She'd been performing fine ever since.
She freshened her lip color. Sat back. Studied the mirror.
Better. Tired, yes - she looked tired, and tired was acceptable, tired was a thing you mentioned once with a wave of your hand and people moved on. She was not going to walk into the Blackwood house looking like this. She was not going to sit at their table, surrounded by the warm noise of a family that actually worked, and make Thanksgiving about her grief.
She pulled back onto the road.
She was going to eat Margaret's turkey and laugh at Thomas's terrible jokes and let her closest friend Megan drag her into at least two arguments about nothing important, and she was going to be fine. That was what the Blackwood house did. That was what it had always done for her.
She was almost looking forward to it.
She could hear the noise before she cut the engine - voices, laughter, the early stages of what sounded like a specific argument - and she sat for one moment more, hand on the door handle.
You're okay, she told herself. This is your family. They don't need to know about the rest.
She pushed the door open.
Something hit the window directly beside her head, and she shrieked.
It was a golden retriever. Enormous, enthusiastic, utterly unrepentant, both front paws planted on the car door, tongue working at the glass with industrial commitment, tail going so fast it was nearly invisible.
"Biscuit." The voice came from two feet away - level, faintly amused. "Off."
The dog dropped to the ground. Her tail did not slow. Natalie pressed one hand to her sternum, heart still halfway up her throat, and looked up.
Sebastian Blackwood stood in the driveway with a leash in his hand, wearing a dark green jacket over a grey henley, watching her with an expression that was mostly patience and a small amount of poorly suppressed amusement.
She blinked.
When had he gotten so tall?
She kept a version of Sebastian in her head - the one from when Megan had first introduced him, the summer he was seventeen, still slightly awkward in his limbs the way boys were just before they figured out how to carry themselves. That version was maybe five-nine, still figuring out what to do with his hands. The person standing in front of her was close to six feet, broad through the shoulders, with the same dark eyes as his sister but steadier somehow, more settled, like he'd decided somewhere along the way who he was going to be and had simply gone ahead and become that person.
She stepped out of the car. Biscuit immediately planted both paws on her knees.
"Hi." She grabbed her face in both hands and let her wash whatever was left of her composure with sloppy, devoted enthusiasm. Something in her chest loosened. It was genuinely impossible to feel hollow when an animal was this happy to see you - it wasn't performative, it wasn't scheduled, it was just immediate and unconditional. "Hi, you lunatic. Okay. Yes. I missed you too."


Starting with the line that contains "Identify the location of a: Privacy", give again exactly and only each line through the end of the records; include the last line and exclude pictures.

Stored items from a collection
──────────

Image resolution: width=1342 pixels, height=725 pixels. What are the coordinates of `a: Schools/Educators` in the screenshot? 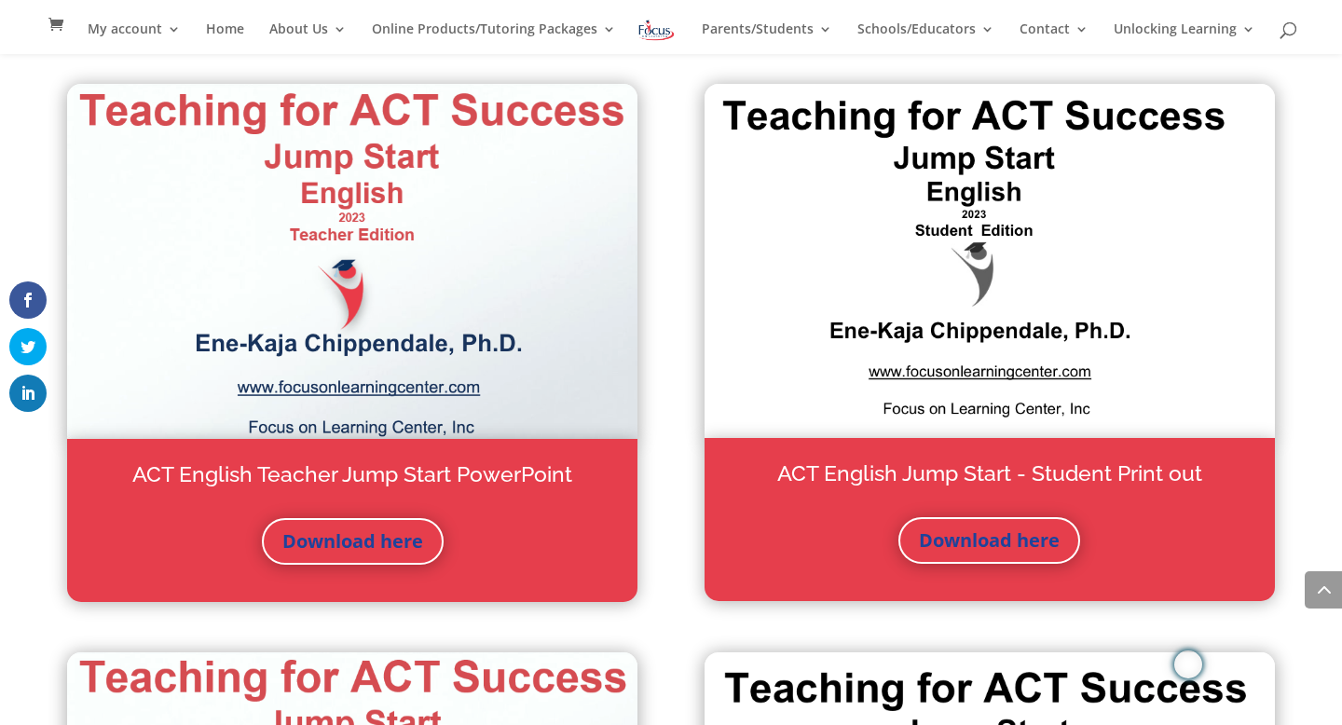 It's located at (926, 38).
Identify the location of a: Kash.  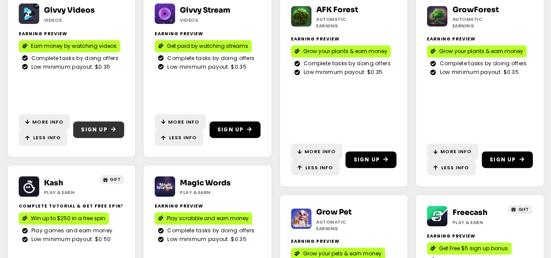
(54, 183).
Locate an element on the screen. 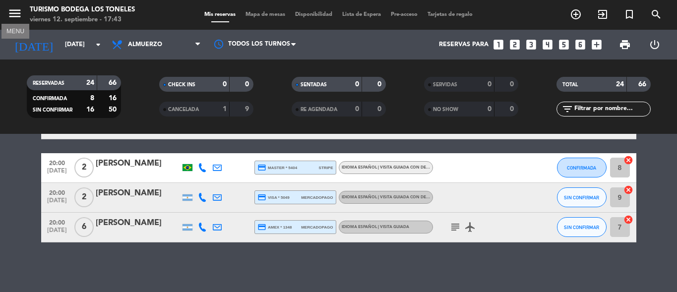 The width and height of the screenshot is (677, 292). i: search is located at coordinates (656, 14).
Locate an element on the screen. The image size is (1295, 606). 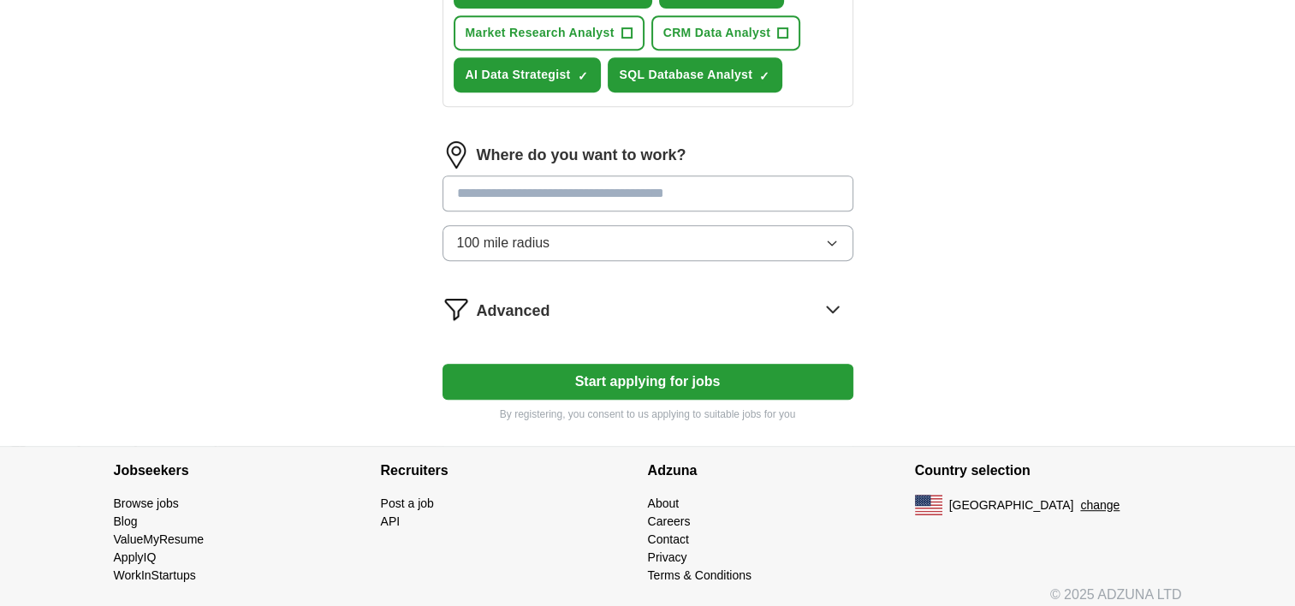
a: Careers is located at coordinates (669, 521).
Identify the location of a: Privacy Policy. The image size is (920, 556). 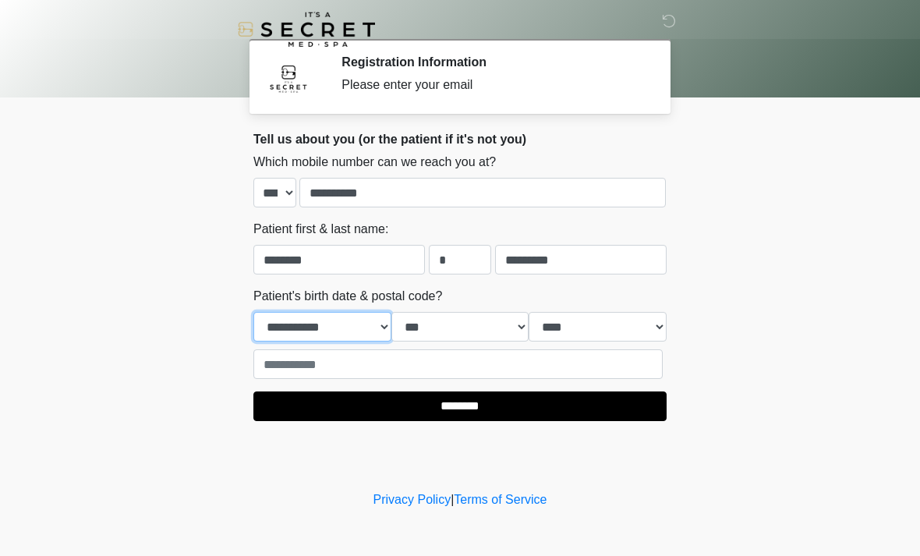
(412, 499).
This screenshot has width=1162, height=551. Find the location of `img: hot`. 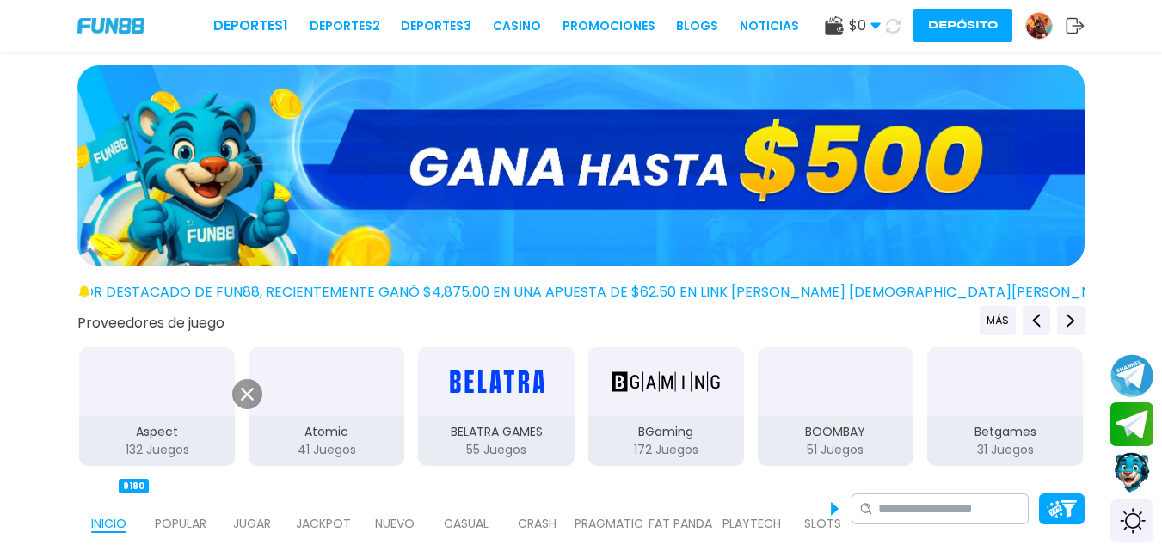

img: hot is located at coordinates (352, 486).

──────────

▸ **ANSWER SPACE**
Identify the location of a: Privacy Policy. The image size is (920, 556). 
(412, 499).
This screenshot has width=1162, height=551. Find the location of `img: hot`. 

img: hot is located at coordinates (352, 486).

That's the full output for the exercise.